- **INPUT RECORDS**:
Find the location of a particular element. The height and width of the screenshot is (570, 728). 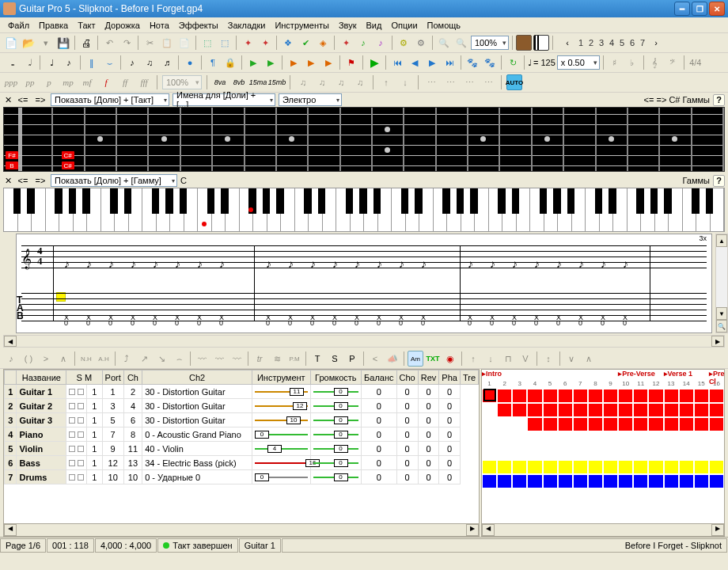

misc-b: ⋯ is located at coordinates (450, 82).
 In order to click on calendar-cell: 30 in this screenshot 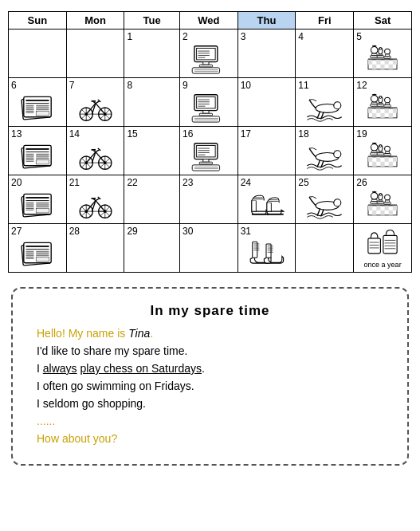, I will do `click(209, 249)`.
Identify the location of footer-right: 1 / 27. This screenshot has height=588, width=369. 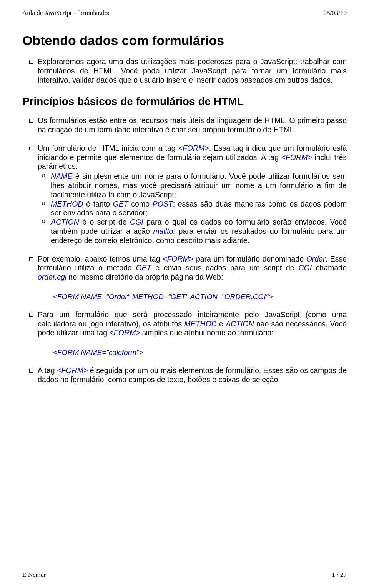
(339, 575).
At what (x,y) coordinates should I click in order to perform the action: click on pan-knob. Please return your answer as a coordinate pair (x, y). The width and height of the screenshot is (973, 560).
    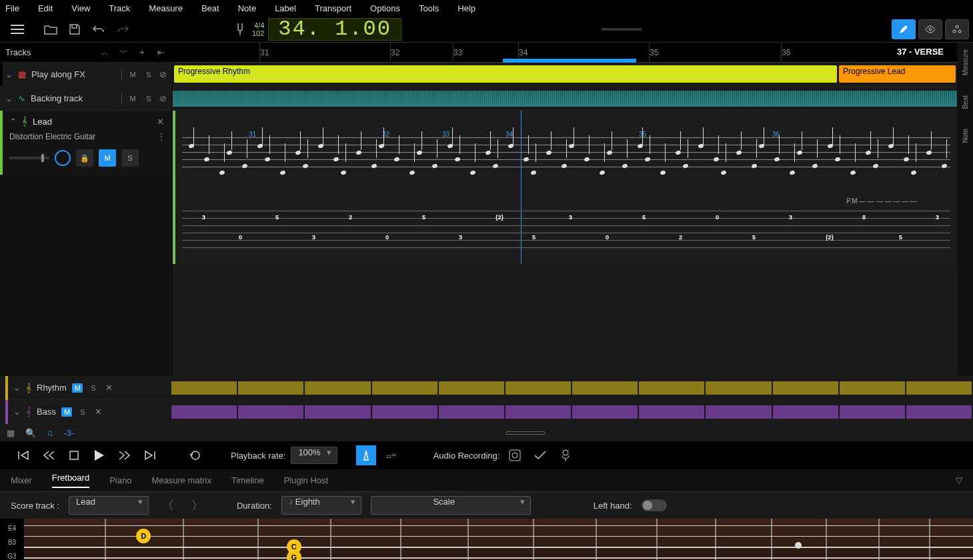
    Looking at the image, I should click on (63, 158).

- **WORK ORDER**:
Would you give again, exactly as written, the lines from the one containing "At what (x,y)" through the end of the records, with no pictures and no other lines?

- **TASK OUTPUT**:
At what (x,y) coordinates should I click in order to perform the action: click on pan-knob. Please return your answer as a coordinate pair (x, y). The width and height of the screenshot is (973, 560).
    Looking at the image, I should click on (63, 158).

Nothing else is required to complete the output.